Overview
The Boomerang Developer API uses bearer tokens. Tokens are generated in the dashboard, sent on each request in anAuthorization header, and expire after a fixed period.
This page covers:
- How to create and view tokens
- How to send tokens with requests
- Expiry, rotation, and revocation
- Security and logging expectations
Token model
- Authentication uses bearer tokens.
- Tokens are scoped to a single server.
- Any request to a protected endpoint must include a valid token for that server.
- All tokens currently carry the same read-only permission set.
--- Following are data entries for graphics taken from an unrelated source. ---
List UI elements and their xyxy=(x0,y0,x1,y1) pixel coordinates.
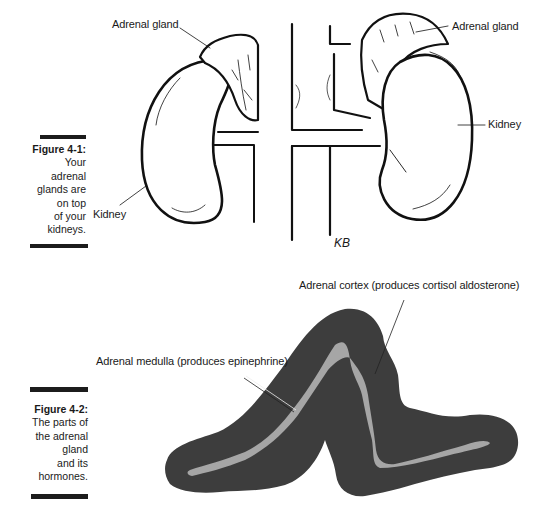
label-adrenal-medulla: Adrenal medulla (produces epinephrine) xyxy=(96,355,288,367)
label-adrenal-cortex: Adrenal cortex (produces cortisol aldost… xyxy=(299,279,519,291)
adrenal-gland-cross-section xyxy=(0,0,538,518)
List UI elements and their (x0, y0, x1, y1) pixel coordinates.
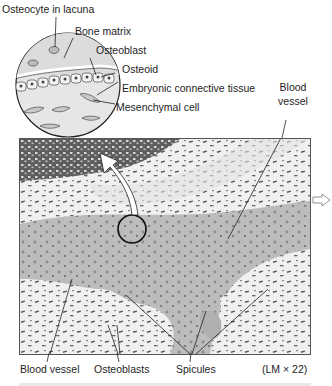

Creating and viewing tokens
Tokens are managed per server in the Boomerang dashboard. Anyone with dashboard access to a server can manage that server’s tokens.1
Open the server dashboard
Select the server you want to integrate with in the Boomerang dashboard.
2
Go to Developer
Use the Developer item in the side menu to open the token management view.
3
Generate a new token
Choose Generate a new token and provide a clear name that indicates the intended use (for example, “Prod job runner” or “Staging admin tool”).
4
Set an expiry
Choose a fixed expiry interval (for example, 7, 30, 90, or 120 days). Shorter lifetimes are recommended for higher-risk or internet-exposed integrations.
5
Copy and store the token
Confirm to create the token. The full token value is shown once. Copy it immediately into a secure .
- The dashboard shows only a truncated preview of the token.
- Metadata such as name, expiry, and last-used time are visible for monitoring and clean-up.
- The full token value cannot be retrieved again.
Token expiry and rotation
All tokens must have a fixed lifetime set at creation. Non-expiring tokens are not supported. When creating a token, you select one of the predefined expiry options (for example, 7 days, 30 days, 90 days, or 120 days). Use shorter intervals for higher-risk or internet-facing integrations, and longer intervals only where operationally necessary. You are responsible for:- Monitoring token expiry and renewing or rotating tokens before they expire.
- Removing tokens that are no longer required.
- Ensuring your systems handle token expiry without unsafe side effects.
- Rotated by creating a replacement token (with a new name or updated expiry), updating your systems to use it, then deleting the old token.
- Revoked immediately by disabling or deleting them in the dashboard (or via supported API calls).
Using tokens in requests
All authenticated requests must include the token as a bearer token in theAuthorization header.
Use the following format:
- The header name must be exactly
Authorization. - The scheme must be exactly
Bearerfollowed by a single space and the token value. - Tokens should only be sent from trusted back-end services, not from browsers, mobile apps, or other untrusted client environments.
Security expectations
Minimum expectations for token security:- Storage Store tokens only in secure . Do not store tokens in source control, shared documents, screenshots, or chat logs.
- Exposure Do not embed tokens in client-side JavaScript, public repositories, or downloadable tools. Any environment where untrusted users can see or intercept requests must not contain raw tokens.
- Access control Limit dashboard access and token management to trusted individuals who need it for integration work.
-
Change handling
Rotate or revoke tokens immediately if:
- Compromise is suspected; or
- Anyone who previously had access to a token no longer should.
Authentication failures
Authentication-related failures follow these patterns:-
Missing or malformed header
No
Authorizationheader, or a header that does not follow the expectedBearerformat. - Invalid, expired, or revoked token The token cannot be validated, has passed its expiry, or has been revoked in the dashboard.
- Authenticated but not permitted The token is valid but cannot access the requested resource for that server.
- Log authentication failures separately from other errors.
- Avoid aggressive retries on authentication errors; verify configuration and token status first.
- Fail safely, without exposing sensitive implementation details in user-facing messages.
Monitoring and ownership
Boomerang logs token usage and may review patterns to protect stability and user safety. Server owners and maintainers are expected to:- Periodically review the token list for each server.
- Remove unused, obsolete, or risky tokens.
- Ensure that only trusted people retain dashboard access and access to that store or use tokens.